What is Repeater?

In amateur and commercial land-mobile radio, as well as in radio/television broadcasting, a repeater is a station that receives a signal on one frequency, immediately retransmitting it (normally on a different frequency) in order to extend the original signal’s coverage area.

These stations may occasionally be called “relay” transmitters; broadcast-band stations may also use terms such as “rebroadcaster” or “broadcast translator”. On communications satellites, each individual receiver/transmitter pair is known as a “transponder”. In all cases, the principle is the same. A signal is received, amplified and retransmitted.

VHF and UHF radio

Many amateurs access 2 meters and higher bands using small mobile transmitters or hand-held devices; available power is by necessity limited in battery operation while antenna height and size are also constrained to maintain portability.

Moving vehicles typically use small omnidirectional vertical antennas. Signals are often weak and the available line of sight distance from a ground-based mobile station is severely limited.

Even in fixed operation where an originating station’s power and antenna could be easily upgraded, propagation at VHF or higher frequencies remains primarily line-of-sight with a very limited amount of diffraction at points where a signal encounters terrestrial obstacles.

This limitation becomes more pronounced as frequency increases, effectively imposing a maximum distance for any signal to be received directly. Often a weak, distant signal which is received clearly atop a hill or mountain may be unintelligible at the same distance in valleys or behind obstacles such as mountains or skyscrapers.

A repeater can be situated atop a terrestrial obstacle or a tall structure, providing a clear line of sight to multiple users on the ground who cannot directly see each other but who can all obtain a clear path to a carefully-located repeater/relay station.

As most repeaters deployed by local amateur radio clubs are fixed stations in carefully-selected locations, their signals are powerful and can be heard for a greater distance. A fixed repeater site may also be a suitable location to deploy gateway facilities for over-the-air access to services such as IRLPEcholink or landline phone patches.

Operation and procedure

In amateur radio, repeater frequencies are normally 29.5MHz or higher, with 2 meters and 70 centimeters among the most popular bands. On 2 meters VHF, a repeater’s input frequency is typically separated from the retransmitted output by 600kHz to prevent the transmitter from interfering with the original received signal. Wider offsets would be used on higher frequency bands.

A repeater is normally an automated, unattended station. A control operator must for legal reasons be capable both of monitoring the retransmitted signals and remotely silencing the transmitter should problems occur, but all routine tasks such as periodic CW or voice station identification are normally handled by an automated controller board.

The transmitter is only activated when a signal is present at the input; some repeaters may also require specific tones to be present on the input signal.

A timer is also provided to stop the repeater if more than three minutes pass without any break in transmission so that a fault condition does not leave the transmitter continuously on. An error message (normally TO: – — via CW or “timeout” via voice) is transmitted in this case.

Operating procedure on repeater stations differs slightly from direct communication, in that the repeater is on a fixed frequency monitored or actively used by many local amateurs.

The transmission of repeated “CQ CQ CQ DE <callsign>” is common on HF, where hams must slowly and manually tune across the various bands to find the calling station, but is pointless on a fixed-frequency repeater.

When other amateurs are already monitoring the repeater frequency, sending just a callsign (alone or followed by the word “monitoring”) normally gets a response with no need for “CQ” or repetition.

Multiple stations attempting to transmit via the same repeater at once can be problematic. Unlike SSB, an FM voice receiver exhibits a capture effect by which, if two signals of greatly-differing strength arrive at once, the stronger signal will get through with little or no interference while the weaker signal is completely lost.

Users will normally leave a small gap between transmissions so that other stations attempting to access the repeater can identify to announce their presence. Any non-emergency traffic on a repeater will by necessity abruptly end if a station interrupts with an emergency.

Many (but not all) repeaters will use a short beep or courtesy tone to indicate the end of each transmission; this is roughly equivalent to the use of “over” on direct voice or the K, KN prosigns on CW.

Directed net operation is often employed as a means to avoid message collisions when a large number of stations (such as local radio clubs or ARES groups) are scheduled to meet on-air via repeater.

Digital repeaters

Digital data signals may be retransmitted using a store-and-forward approach, where a station receives a packet of data and stores it for nearly-immediate retransmission. For instance, APRS uses a single frequency (144.39 or 144.8 MHz, depending on region) with multiple stations on the same frequency.

Satellites

Some satellites function as repeaters and allow for long-range communications.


Each line below that carries the string "legend" must appear in the answer.

◆ **Entries from a visual dataset**:
^^^^^^^^^^^^^^^^

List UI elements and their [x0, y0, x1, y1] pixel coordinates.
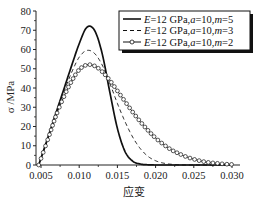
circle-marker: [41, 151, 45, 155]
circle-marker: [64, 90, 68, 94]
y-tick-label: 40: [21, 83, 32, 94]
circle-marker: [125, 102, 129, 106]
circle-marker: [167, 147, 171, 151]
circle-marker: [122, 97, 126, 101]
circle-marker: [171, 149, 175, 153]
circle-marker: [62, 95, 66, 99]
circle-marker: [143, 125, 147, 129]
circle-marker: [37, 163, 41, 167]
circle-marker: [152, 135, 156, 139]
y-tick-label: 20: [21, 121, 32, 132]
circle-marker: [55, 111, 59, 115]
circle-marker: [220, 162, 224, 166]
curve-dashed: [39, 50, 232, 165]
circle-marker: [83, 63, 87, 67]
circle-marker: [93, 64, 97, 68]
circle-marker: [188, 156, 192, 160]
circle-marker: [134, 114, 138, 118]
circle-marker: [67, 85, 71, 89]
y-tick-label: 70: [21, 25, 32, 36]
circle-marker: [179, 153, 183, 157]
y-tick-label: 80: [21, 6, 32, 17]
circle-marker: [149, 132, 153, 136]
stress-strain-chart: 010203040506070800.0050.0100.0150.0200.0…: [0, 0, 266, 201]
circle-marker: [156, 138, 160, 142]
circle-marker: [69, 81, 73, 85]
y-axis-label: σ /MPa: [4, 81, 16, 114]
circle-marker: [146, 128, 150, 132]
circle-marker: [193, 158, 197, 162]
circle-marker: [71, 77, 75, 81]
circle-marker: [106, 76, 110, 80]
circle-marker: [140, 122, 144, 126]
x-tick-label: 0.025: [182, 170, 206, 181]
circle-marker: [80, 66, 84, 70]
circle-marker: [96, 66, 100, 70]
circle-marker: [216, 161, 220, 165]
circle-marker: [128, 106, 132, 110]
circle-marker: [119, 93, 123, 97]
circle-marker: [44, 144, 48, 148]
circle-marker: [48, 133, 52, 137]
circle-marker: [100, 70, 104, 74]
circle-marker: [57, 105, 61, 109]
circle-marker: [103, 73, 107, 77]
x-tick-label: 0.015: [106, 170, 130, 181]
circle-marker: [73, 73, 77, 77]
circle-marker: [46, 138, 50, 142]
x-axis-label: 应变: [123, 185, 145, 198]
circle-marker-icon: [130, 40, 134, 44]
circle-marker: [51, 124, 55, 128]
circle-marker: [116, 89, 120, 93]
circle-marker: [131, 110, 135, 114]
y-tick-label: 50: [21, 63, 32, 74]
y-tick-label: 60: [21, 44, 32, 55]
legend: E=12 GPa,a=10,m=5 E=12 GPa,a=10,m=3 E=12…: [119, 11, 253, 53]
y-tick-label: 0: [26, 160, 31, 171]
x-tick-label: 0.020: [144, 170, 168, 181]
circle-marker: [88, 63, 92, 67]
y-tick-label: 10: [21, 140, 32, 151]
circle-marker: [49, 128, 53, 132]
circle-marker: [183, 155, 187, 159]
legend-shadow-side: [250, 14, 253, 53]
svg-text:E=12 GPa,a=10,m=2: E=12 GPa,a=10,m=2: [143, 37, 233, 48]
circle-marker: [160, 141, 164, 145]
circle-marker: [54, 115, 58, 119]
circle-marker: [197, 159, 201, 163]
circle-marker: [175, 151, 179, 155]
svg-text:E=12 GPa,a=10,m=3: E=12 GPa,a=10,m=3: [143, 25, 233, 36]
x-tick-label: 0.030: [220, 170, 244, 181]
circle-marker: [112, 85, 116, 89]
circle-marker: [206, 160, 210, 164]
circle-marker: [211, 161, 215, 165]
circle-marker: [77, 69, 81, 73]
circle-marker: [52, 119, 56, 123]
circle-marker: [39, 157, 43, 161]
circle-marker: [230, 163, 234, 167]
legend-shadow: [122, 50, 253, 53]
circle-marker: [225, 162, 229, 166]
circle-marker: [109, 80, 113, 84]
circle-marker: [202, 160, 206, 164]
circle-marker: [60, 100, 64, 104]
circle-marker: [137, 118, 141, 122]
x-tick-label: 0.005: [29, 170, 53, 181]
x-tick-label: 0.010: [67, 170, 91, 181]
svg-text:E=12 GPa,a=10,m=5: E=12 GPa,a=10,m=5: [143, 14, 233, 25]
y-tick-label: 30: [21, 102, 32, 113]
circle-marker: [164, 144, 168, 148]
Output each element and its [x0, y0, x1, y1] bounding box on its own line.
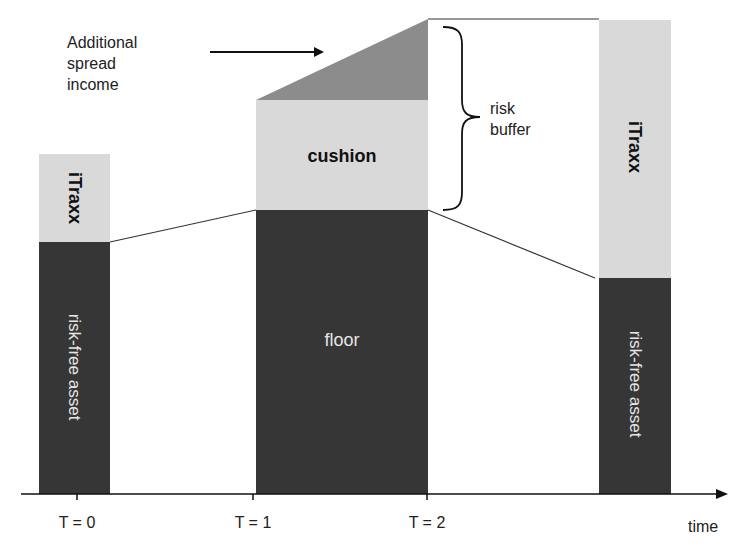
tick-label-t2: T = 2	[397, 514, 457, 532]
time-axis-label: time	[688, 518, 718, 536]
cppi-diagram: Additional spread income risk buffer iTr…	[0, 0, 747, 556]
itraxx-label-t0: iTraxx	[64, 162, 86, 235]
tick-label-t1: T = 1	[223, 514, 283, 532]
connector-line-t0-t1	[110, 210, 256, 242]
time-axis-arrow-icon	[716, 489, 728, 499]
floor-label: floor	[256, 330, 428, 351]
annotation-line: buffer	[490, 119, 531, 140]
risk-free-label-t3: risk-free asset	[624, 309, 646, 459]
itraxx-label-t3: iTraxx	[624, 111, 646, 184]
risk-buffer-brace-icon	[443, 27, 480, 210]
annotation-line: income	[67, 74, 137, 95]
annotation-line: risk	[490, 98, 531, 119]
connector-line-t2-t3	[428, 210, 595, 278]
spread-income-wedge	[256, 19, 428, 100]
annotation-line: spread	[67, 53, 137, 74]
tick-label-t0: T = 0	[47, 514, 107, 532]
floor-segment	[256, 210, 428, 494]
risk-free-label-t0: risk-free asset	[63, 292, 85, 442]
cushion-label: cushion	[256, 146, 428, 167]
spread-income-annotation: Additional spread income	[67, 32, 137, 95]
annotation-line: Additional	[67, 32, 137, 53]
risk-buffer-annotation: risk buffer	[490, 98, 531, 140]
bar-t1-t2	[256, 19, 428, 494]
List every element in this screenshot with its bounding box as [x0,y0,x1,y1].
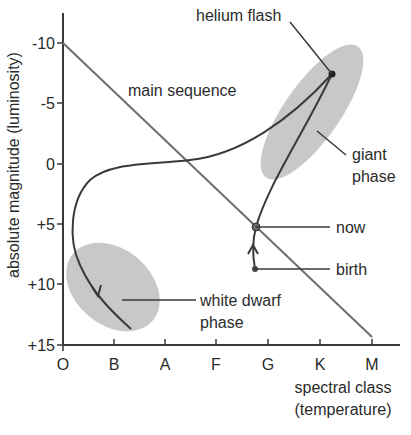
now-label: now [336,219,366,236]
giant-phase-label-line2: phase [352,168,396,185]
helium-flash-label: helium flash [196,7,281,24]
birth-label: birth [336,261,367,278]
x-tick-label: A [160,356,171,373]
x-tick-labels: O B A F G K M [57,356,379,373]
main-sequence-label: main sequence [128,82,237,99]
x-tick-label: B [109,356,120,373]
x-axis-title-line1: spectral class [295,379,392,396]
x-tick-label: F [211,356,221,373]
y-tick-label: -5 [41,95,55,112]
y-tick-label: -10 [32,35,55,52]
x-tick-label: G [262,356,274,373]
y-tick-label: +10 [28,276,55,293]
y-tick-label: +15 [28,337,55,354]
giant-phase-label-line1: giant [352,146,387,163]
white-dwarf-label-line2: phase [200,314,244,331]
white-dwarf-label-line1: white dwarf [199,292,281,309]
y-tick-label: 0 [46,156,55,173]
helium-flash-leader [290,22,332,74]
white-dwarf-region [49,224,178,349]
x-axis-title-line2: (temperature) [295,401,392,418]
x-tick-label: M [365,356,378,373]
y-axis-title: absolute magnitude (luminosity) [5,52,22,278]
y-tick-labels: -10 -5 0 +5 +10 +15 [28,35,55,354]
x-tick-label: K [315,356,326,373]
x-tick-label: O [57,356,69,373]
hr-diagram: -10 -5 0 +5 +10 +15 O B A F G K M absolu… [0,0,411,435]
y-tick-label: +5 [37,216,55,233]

^^^^^^^^^^^^^^^^

◆ **RESPONSE BELOW**:
legend: E=12 GPa,a=10,m=5 E=12 GPa,a=10,m=3 E=12…: [119, 11, 253, 53]
legend-shadow-side: [250, 14, 253, 53]
legend-shadow: [122, 50, 253, 53]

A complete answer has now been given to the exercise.